The function is supposed to extract a bitfield of width n
at position p
.
There are problems in this function:
p + 1 - n
seems bogus but it is the number of bits to the right of the bitfield if p
is the bit number of the most significant bit in the bitfield, numbered from 0
for the least significant bit..
the code has implementation defined behavior if the most significant bit of x
is included in the bitfield because 0
is a signed integer. 0U
should be used instead.
the code does not work to extract a bitfield that has the full width of unsigned int
, because shifting by a number of bits greater or equal to the width of the type has undefined behavior. The shift should be split in 2 parts, n - 1
bits and an additional 1 bit. n - 1
will be in the range [0..31]
so the variable shift is fully defined.
Here is a more portable version:
// extract `n` bits at position `p`. n in [1..32], p in `[1..32]`
unsigned getbits(unsigned x, int p, int n) {
return (x >> (p + 1 - n)) & ~(~0U << (n - 1) << 1);
}
Here are the steps:
0U
is the unsigned int null constant.
~0U
has all its value bits set.
~0 << (n - 1)
has all its value bits set except for the n - 1
low order bits, which are cleared.
~0 << (n - 1) << 1
has all its value bits set except for the n
low order bits, which are cleared.
~(~0 << (n - 1) << 1)
has the n
low order bits set.
p + 1 - n
is the number of bits with lower order than the bitfield
x >> (p + 1 - n)
shifts the value to the right, leaving the bitfield in the low order bit positions.
(x >> (p + 1 - n)) & ~(~0 << (n - 1) << 1)
masks the higher order bits, leaving just the bitfield value.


# [Try it]
Take every line from the listing below that contains "week".

[Start of section]

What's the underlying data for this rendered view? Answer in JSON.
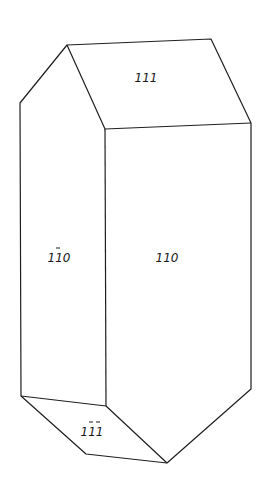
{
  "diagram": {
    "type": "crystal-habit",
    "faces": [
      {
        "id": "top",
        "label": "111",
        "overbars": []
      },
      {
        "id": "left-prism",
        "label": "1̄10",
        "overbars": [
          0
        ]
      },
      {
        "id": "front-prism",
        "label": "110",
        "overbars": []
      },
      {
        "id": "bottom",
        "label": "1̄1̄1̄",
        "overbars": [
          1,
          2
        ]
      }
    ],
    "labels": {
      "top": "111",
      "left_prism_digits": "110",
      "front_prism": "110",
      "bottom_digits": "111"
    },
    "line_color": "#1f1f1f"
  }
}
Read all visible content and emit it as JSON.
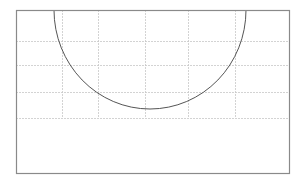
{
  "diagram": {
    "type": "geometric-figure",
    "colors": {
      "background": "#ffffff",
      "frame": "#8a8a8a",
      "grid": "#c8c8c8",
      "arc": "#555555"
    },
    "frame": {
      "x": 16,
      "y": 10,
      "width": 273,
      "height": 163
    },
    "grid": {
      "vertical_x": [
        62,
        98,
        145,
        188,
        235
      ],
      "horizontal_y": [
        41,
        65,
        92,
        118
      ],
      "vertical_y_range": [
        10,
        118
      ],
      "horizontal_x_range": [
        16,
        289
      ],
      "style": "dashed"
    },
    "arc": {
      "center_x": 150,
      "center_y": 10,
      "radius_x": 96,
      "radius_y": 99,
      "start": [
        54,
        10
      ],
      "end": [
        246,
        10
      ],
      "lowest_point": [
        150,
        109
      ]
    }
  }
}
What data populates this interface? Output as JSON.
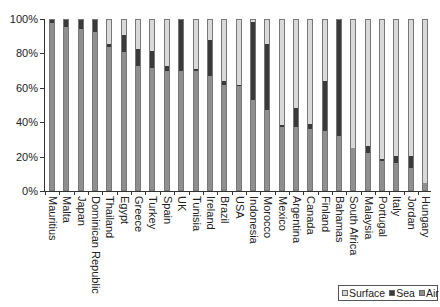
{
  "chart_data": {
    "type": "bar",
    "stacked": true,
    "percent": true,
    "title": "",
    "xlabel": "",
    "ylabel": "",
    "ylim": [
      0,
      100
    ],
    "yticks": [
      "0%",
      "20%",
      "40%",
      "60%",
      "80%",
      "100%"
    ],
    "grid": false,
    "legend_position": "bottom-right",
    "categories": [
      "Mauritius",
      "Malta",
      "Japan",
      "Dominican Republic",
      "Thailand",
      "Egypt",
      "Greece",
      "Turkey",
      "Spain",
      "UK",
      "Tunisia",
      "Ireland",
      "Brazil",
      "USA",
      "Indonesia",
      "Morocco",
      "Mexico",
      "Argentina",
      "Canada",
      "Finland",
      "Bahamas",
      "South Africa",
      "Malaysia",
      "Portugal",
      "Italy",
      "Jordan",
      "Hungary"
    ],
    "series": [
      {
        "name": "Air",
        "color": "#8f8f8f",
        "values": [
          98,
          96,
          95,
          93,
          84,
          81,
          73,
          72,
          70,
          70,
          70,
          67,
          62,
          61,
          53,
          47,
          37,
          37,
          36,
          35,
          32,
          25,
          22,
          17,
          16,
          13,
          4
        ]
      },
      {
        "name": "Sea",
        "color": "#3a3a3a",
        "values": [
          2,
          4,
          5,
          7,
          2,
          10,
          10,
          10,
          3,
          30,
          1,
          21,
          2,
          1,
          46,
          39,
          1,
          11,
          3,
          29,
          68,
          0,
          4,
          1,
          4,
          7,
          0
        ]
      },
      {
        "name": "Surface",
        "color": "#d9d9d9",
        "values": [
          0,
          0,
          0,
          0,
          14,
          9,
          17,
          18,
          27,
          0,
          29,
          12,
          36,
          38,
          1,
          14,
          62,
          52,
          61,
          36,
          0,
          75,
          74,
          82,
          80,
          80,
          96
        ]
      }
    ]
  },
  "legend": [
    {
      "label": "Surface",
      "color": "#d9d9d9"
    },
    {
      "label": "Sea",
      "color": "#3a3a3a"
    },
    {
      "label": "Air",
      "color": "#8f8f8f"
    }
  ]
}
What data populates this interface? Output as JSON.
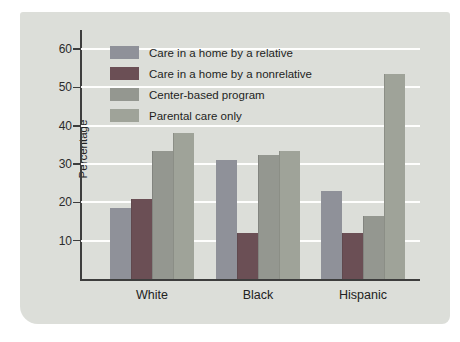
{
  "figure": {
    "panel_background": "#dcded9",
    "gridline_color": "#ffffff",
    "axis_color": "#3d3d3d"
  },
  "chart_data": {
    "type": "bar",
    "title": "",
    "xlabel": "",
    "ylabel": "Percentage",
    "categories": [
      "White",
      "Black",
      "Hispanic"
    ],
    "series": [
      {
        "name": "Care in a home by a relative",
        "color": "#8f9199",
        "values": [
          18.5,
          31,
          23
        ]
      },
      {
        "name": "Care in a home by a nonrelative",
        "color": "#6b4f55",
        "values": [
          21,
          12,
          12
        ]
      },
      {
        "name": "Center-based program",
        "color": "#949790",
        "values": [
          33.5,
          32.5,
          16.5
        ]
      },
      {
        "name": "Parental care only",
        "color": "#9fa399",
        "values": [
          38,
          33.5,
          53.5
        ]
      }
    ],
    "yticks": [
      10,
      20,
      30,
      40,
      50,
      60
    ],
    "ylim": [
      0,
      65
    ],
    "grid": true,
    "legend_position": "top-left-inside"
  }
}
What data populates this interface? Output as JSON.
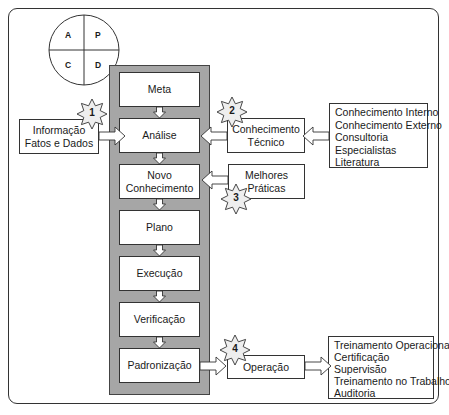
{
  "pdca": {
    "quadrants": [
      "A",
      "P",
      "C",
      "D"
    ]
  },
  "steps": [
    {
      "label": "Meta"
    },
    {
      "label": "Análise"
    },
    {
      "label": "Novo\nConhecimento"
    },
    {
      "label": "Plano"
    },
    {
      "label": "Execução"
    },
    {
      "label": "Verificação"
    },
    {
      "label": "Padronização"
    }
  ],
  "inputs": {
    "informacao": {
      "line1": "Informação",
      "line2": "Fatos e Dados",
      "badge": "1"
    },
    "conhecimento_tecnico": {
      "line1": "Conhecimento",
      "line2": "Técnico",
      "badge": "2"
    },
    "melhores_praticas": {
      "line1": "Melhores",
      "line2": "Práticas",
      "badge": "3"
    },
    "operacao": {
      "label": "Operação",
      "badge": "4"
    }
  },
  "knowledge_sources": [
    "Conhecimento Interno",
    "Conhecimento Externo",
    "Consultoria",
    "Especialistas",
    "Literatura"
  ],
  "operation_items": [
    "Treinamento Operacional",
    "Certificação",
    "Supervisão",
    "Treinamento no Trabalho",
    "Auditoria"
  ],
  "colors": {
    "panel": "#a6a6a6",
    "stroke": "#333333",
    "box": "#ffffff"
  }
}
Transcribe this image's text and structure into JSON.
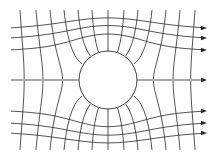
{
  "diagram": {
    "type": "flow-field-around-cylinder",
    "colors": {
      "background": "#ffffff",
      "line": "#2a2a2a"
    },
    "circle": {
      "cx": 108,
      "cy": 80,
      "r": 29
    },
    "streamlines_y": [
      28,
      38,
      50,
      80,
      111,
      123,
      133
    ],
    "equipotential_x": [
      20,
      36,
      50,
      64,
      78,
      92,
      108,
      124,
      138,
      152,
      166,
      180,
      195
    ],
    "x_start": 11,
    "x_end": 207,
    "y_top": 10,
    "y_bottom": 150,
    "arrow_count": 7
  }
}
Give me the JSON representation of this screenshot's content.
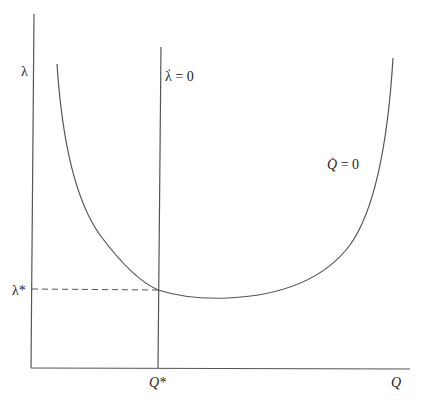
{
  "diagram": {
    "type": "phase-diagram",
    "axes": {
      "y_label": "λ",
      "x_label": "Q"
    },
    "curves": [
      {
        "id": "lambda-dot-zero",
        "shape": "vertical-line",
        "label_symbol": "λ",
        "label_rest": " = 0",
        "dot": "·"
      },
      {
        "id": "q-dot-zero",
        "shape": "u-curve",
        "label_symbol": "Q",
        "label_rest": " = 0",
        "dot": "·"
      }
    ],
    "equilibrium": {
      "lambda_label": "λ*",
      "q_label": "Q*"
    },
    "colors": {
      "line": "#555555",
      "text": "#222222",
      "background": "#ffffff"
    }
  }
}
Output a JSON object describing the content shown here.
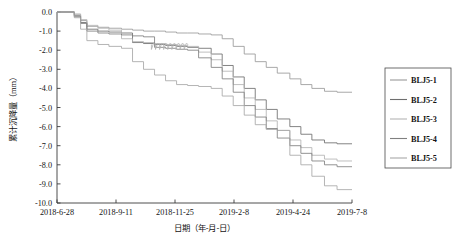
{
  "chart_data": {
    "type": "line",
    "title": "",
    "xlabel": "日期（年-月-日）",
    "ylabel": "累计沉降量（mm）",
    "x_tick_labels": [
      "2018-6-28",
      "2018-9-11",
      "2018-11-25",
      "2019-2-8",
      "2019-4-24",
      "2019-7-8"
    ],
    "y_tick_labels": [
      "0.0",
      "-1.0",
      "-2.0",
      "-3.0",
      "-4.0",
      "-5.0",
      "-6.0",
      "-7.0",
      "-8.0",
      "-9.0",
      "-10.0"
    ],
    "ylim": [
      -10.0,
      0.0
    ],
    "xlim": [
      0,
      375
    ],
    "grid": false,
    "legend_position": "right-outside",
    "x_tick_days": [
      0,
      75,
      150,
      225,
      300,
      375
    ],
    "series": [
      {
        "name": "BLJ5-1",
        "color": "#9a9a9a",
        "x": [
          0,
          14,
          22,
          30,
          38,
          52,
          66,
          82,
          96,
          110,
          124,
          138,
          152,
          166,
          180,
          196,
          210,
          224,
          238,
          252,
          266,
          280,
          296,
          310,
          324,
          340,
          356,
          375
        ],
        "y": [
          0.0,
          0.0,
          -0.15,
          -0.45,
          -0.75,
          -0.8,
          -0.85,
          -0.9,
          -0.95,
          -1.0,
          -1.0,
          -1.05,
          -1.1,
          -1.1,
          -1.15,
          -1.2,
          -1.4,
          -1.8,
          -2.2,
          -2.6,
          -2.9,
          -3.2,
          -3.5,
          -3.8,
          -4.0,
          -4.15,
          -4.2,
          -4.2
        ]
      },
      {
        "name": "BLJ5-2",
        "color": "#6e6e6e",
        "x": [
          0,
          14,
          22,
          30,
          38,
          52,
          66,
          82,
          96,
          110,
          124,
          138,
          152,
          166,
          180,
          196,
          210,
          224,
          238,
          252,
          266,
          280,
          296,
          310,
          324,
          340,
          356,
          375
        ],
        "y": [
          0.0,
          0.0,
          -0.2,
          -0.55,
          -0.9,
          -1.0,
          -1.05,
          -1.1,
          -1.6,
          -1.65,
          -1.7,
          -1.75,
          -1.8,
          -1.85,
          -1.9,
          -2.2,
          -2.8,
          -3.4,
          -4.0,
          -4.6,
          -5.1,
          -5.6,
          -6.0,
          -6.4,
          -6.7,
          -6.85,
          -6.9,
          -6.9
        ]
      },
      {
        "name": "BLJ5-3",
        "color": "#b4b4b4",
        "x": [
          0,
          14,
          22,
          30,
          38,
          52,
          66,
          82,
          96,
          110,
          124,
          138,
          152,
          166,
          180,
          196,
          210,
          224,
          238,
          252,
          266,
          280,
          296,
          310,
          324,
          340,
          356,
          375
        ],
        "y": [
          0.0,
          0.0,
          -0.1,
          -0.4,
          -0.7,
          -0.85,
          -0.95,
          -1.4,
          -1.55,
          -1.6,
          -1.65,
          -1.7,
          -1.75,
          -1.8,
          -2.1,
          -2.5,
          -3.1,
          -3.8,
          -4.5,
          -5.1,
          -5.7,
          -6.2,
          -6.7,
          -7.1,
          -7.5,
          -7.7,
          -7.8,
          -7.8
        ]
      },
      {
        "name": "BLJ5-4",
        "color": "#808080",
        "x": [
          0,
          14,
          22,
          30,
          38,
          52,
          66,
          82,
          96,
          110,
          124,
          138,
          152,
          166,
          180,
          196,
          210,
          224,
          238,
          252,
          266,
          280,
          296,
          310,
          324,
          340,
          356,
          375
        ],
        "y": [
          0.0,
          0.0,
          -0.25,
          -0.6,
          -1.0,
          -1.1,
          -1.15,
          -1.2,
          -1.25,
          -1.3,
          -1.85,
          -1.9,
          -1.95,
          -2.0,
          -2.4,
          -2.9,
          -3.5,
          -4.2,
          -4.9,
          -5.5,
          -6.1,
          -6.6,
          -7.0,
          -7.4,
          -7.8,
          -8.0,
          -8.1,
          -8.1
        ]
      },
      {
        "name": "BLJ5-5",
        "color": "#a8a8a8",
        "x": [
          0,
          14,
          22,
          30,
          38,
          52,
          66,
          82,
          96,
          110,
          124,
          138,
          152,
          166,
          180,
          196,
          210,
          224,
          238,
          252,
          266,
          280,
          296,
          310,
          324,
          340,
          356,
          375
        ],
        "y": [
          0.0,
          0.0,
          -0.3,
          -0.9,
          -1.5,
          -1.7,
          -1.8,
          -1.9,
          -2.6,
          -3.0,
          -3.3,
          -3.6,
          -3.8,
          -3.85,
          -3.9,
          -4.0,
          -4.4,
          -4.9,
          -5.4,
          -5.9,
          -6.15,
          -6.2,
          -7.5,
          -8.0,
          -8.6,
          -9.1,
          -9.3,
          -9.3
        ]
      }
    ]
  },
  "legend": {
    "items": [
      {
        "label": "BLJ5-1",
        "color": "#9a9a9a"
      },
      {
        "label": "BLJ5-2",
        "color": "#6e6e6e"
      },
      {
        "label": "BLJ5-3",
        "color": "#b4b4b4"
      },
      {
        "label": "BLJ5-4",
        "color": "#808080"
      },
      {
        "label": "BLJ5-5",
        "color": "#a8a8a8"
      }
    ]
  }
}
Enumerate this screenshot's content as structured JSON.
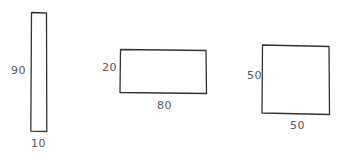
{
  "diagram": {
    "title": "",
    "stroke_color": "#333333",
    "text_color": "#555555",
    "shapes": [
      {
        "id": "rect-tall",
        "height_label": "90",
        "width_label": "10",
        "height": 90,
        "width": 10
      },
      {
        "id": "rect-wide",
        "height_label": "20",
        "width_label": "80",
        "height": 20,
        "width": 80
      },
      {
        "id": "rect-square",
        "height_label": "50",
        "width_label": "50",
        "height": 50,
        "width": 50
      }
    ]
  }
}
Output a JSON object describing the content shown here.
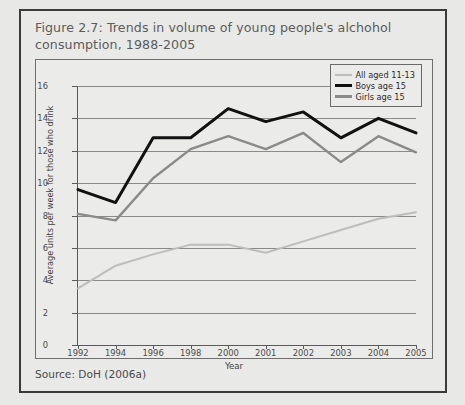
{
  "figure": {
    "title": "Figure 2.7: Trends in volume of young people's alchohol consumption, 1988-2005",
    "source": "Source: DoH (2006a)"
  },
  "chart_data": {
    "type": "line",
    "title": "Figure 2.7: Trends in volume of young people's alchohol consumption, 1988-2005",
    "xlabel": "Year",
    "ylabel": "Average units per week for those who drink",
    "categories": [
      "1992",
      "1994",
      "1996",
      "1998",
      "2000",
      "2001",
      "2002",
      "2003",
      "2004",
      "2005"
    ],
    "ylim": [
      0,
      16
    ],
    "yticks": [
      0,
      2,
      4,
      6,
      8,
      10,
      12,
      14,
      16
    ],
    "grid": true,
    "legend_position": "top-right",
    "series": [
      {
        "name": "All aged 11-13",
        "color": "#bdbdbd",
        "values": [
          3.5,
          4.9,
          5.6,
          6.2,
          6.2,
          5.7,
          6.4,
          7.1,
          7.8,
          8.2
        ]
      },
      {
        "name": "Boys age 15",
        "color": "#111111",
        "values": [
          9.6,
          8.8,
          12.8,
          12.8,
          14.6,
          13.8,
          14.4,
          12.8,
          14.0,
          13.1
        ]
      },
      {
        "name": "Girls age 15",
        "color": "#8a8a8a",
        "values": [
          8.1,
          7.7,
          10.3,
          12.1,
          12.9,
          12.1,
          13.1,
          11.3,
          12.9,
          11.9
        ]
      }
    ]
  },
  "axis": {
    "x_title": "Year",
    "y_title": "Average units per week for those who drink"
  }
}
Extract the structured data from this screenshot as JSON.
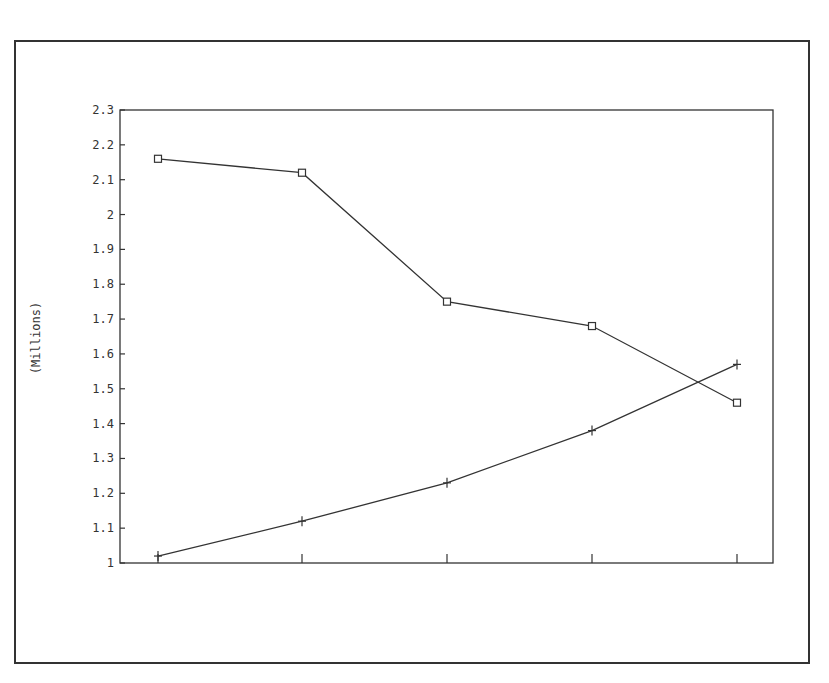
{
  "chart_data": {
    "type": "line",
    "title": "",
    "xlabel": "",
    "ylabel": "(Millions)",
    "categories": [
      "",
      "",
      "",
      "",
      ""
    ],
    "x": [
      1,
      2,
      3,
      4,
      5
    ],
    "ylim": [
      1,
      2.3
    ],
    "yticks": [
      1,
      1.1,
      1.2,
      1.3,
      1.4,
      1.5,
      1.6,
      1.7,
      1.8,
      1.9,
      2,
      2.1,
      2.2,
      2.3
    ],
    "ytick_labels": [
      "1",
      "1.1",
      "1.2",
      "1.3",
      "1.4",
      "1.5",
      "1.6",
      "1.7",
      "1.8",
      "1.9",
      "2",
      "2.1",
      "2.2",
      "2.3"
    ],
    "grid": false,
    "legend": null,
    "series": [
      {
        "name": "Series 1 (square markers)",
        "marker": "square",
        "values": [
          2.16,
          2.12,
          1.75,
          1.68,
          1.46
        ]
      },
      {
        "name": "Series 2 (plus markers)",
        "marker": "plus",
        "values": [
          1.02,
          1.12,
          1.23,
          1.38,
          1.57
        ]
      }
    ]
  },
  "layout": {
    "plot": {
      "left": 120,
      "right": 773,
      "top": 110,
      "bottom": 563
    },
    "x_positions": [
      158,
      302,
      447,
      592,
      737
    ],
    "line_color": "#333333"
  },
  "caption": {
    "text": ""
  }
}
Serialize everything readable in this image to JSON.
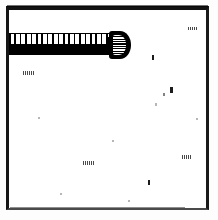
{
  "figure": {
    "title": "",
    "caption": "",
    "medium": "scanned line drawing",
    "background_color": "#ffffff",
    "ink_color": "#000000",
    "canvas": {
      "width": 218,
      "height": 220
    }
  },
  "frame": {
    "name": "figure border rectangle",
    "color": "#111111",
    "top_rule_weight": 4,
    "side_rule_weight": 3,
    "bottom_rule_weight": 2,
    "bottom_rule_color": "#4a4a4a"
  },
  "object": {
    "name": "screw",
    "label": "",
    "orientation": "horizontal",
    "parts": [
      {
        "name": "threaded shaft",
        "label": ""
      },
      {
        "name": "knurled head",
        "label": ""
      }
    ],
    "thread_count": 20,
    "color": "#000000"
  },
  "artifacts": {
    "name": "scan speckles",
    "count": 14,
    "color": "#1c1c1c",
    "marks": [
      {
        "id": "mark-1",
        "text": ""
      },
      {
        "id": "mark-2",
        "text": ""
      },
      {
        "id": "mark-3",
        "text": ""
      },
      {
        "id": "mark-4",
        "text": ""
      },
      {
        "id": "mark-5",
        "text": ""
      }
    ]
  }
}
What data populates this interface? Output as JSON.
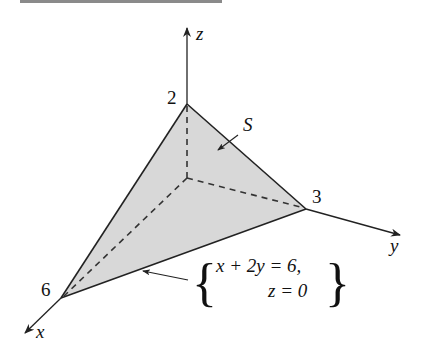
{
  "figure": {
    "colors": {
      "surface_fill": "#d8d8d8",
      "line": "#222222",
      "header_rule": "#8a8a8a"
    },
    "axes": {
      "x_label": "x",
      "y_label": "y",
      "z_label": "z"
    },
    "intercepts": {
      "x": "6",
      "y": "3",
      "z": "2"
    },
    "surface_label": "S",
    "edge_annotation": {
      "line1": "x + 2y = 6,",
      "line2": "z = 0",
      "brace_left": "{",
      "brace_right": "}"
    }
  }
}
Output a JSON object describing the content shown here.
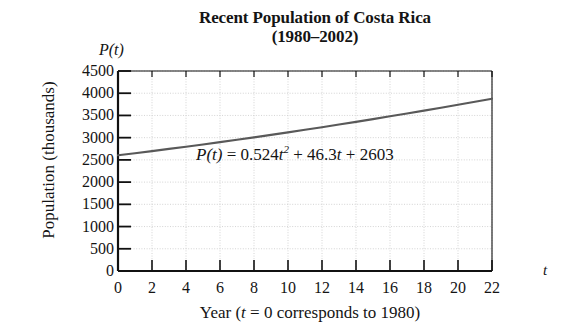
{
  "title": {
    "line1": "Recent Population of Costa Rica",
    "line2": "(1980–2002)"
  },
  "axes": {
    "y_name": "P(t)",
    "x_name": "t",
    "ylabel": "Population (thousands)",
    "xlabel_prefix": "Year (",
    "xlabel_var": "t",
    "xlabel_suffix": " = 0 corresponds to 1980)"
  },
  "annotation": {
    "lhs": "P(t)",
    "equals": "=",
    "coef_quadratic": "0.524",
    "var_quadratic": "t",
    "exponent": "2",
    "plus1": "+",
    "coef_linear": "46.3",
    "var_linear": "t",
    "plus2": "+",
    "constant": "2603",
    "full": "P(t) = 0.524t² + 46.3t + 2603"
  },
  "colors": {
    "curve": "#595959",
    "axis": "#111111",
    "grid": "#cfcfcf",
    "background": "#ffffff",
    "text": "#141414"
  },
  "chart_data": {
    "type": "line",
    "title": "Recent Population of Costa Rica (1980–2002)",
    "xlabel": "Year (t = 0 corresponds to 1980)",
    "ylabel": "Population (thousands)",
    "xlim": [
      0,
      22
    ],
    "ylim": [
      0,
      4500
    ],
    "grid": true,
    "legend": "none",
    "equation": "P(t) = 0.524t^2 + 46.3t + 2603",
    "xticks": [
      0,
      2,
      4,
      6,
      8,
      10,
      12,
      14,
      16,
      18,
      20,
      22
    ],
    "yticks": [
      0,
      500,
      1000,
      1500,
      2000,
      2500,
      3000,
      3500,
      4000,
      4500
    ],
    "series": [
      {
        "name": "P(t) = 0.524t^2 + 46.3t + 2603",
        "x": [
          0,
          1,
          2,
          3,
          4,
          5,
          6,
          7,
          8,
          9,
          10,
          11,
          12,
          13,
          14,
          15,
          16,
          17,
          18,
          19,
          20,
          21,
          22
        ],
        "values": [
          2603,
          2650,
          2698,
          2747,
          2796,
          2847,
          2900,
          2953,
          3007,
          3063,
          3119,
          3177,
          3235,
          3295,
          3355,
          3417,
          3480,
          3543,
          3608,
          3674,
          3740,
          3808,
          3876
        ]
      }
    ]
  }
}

[End of section]

# [Response to this exercise]
    "ylabel": "Average units per week for those who drink",
    "y_title": "Average units per week for those who drink"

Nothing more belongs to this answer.